Fortinet has rolled out updates to address a critical security vulnerability impacting its FortiNAC network access control solution that could lead to the execution of arbitrary code.

Tracked as CVE-2023-33299, the flaw is rated 9.6 out of 10 for severity on the CVSS scoring system. It has been described as a case of Java untrusted object deserialization.

“A deserialization of untrusted data vulnerability [CWE-502] in FortiNAC may allow an unauthenticated user to execute unauthorized code or commands via specifically crafted requests to the tcp/1050 service,” Fortinet said in an advisory published last week.

The shortcoming impacts the following products, with patches available in FortiNAC versions 7.2.2, 9.1.10, 9.2.8, and 9.4.3 or later –

  • FortiNAC version 9.4.0 through 9.4.2
  • FortiNAC version 9.2.0 through 9.2.7
  • FortiNAC version 9.1.0 through 9.1.9
  • FortiNAC version 7.2.0 through 7.2.1
  • FortiNAC 8.8 all versions
  • FortiNAC 8.7 all versions
  • FortiNAC 8.6 all versions
  • FortiNAC 8.5 all versions, and
  • FortiNAC 8.3 all versions

The alert follows the active exploitation of another critical vulnerability affecting FortiOS and FortiProxy (CVE-2023-27997, CVSS score: 9.2) that could allow a remote attacker to execute arbitrary code or commands via specifically crafted requests.

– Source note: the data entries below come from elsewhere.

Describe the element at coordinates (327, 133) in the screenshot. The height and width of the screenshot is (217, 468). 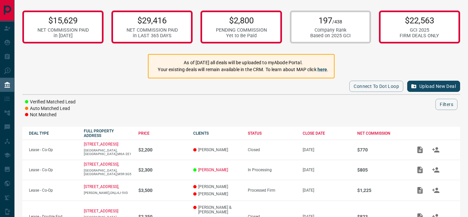
I see `div: CLOSE DATE` at that location.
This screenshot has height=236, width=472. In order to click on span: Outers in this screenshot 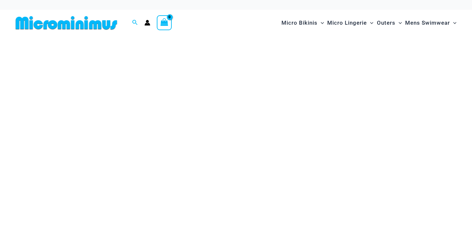, I will do `click(386, 23)`.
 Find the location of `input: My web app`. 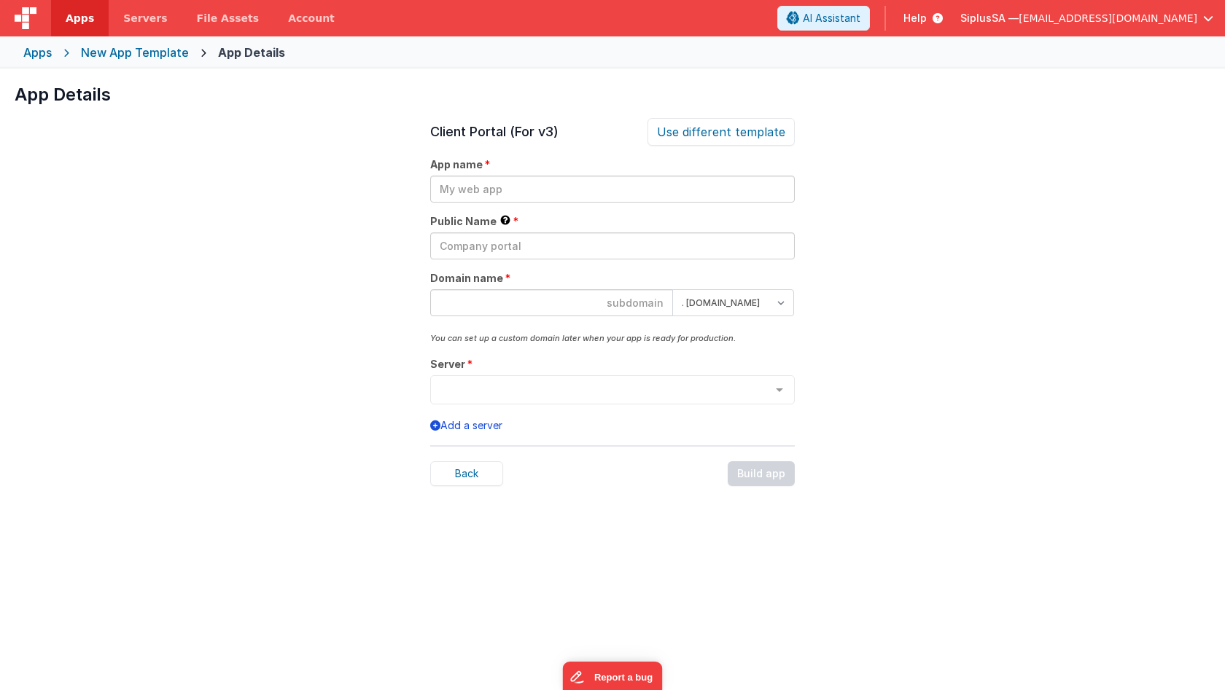

input: My web app is located at coordinates (612, 189).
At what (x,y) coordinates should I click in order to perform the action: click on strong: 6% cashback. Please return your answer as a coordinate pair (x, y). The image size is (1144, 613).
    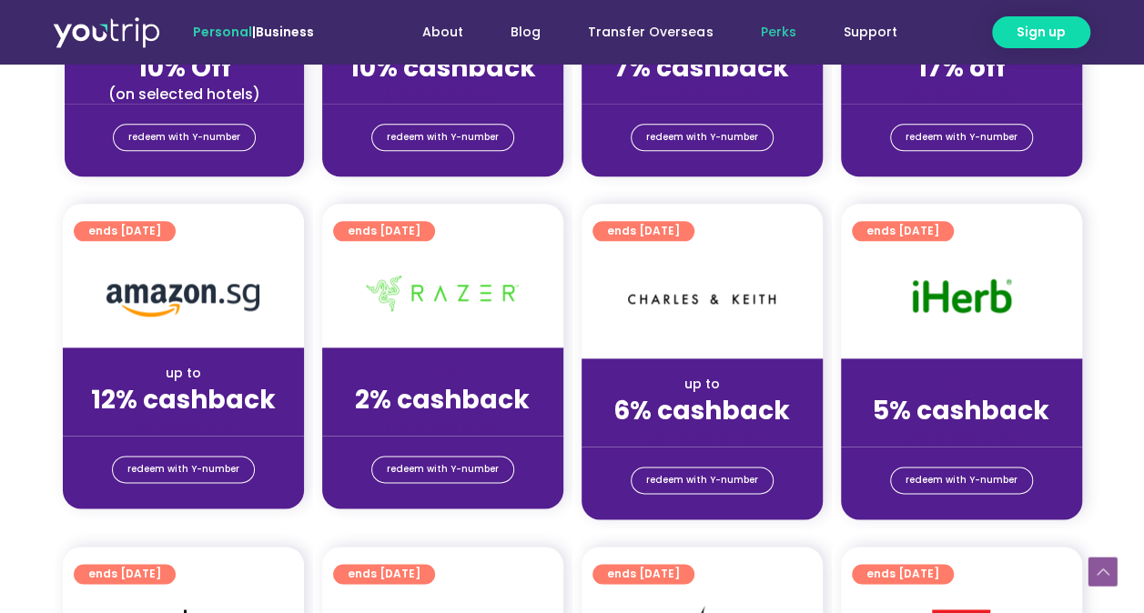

It also comes more than four months after Fortinet addressed a severe bug in FortiNAC (CVE-2022-39952, CVSS score: 9.8) that could lead to arbitrary code execution. The flaw has since come under active exploitation shortly after a proof-of-concept (PoC) was made available.

In a related development, Grafana has released patches for a critical security vulnerability (CVE-2023-3128) that could permit malicious attackers to bypass authentication and take over any account that uses Azure Active Directory for authentication.

“If exploited, the attacker can gain complete control of a user’s account, including access to private customer data and sensitive information,” Grafana said.

“If exploited, the attacker can gain complete control of a user’s account, including access to private customer data and sensitive information.”